The Theosophical Forum – April 1941

THREE ASPECTS OF KARMAN — G. de Purucker

The Greeks had a most interesting and indeed profound way of describing karman. You will remember that they spoke of Destiny, often called by the Latins the "Fates," sometimes as unitary, and sometimes as threefold, or the Three Moirae; as often we speak of karman as being unitary or as being threefold and separated over the three great time-periods, past, present, and future.

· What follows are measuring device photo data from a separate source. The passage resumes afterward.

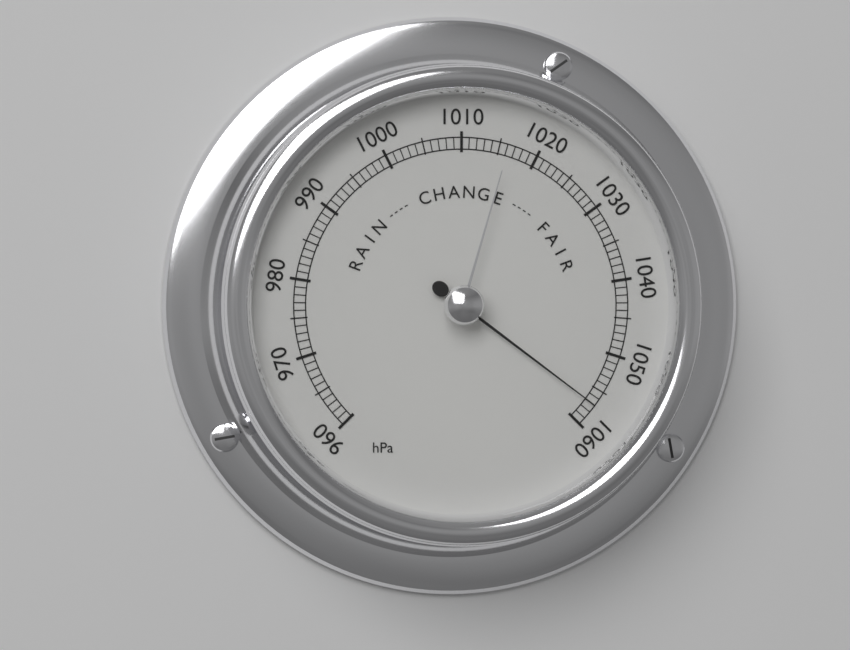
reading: 1057 hPa
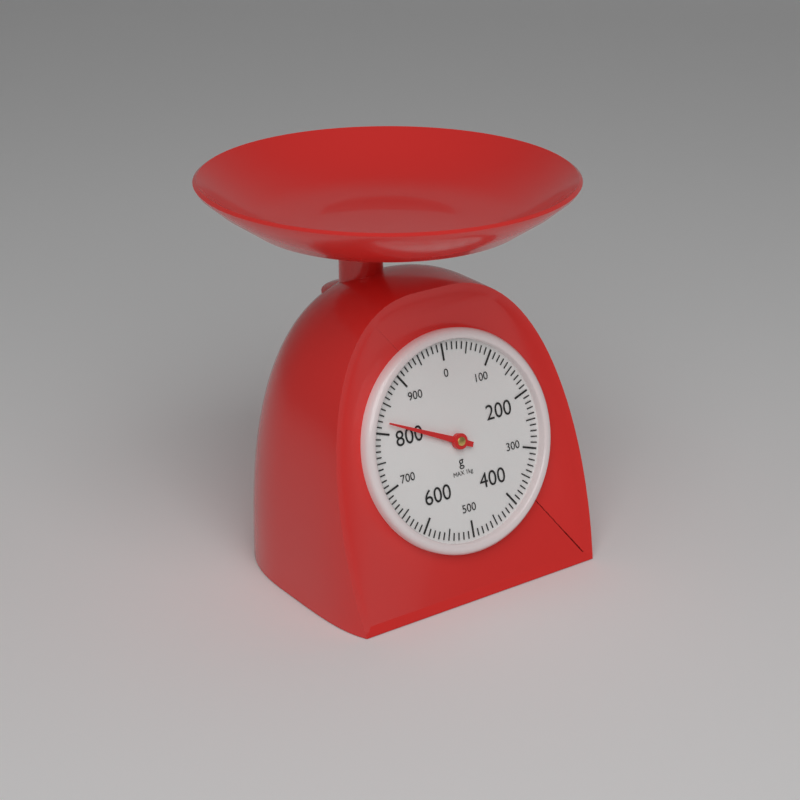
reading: 820 g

So the three Destinies, or the three Spinners of Destiny, were respectively named Atropos which means that which cannot be changed or set aside; Klotho, the spinner; Lachesis, that which happens to us out of the past. These three Destinies, said the ancient Greeks, were three in one, and one in three. Atropos was the Future, that which is inevitably coming. It was connected with the Sun, mystically it was connected with our spiritual-intellectual parts, or as we would say the treasury of destiny imbodied in the Manasaputra. In art, it was expressed as a grave maiden pointing to a sundial — signifying what is waiting in the womb of time as the flowing hours bring it closer to us.

Klotho was the Spinner, that which is taking place now; that which we are now spinning or weaving in our minds, and in our feelings. It was called the Present, and was represented in art as a grave maiden holding a spindle, spinning the thread of present destiny to become the Future, and was linked in significance with our psycho-personal nature, what we call our mind, having intimate mystical and historical connexion with the Moon, the shadow of the Sun as it were, the reflexion, the reflected light.

Lachesis was connected with the Earth and represented the Past which we are now working out, and was represented in art as a grave maiden holding a staff pointing to a horoscope; that which you have builded in the past is now yours.

Atropos, the Future, the Sun, the Manasaputric intelligence; Klotho, the Spinner, the Present, the Moon, the active present mind; Lachesis, the Past, which we are now working out, in this body, on this Earth. Don't you think this Greek conception is rather a marvelous way of envisioning karman as at once unitary and triple? The more I think of the subtil Greek mind having thought this out, the three in one and the one in three, the more I admire the conception. Karman is divisible by such methods into three paths of destiny: Past, Present, Future, one in three.

So a man predestines himself, has done so in the past; what he now is on earth is the fruit: with his mind or lunar part he is now weaving his destiny which will find as it were, when he unravels it, lodgment as garnered knowledge in the solar part of him, in the Sun, in the Manasaputric treasury of destiny, some day to become the Present, and shortly thereafter the Past.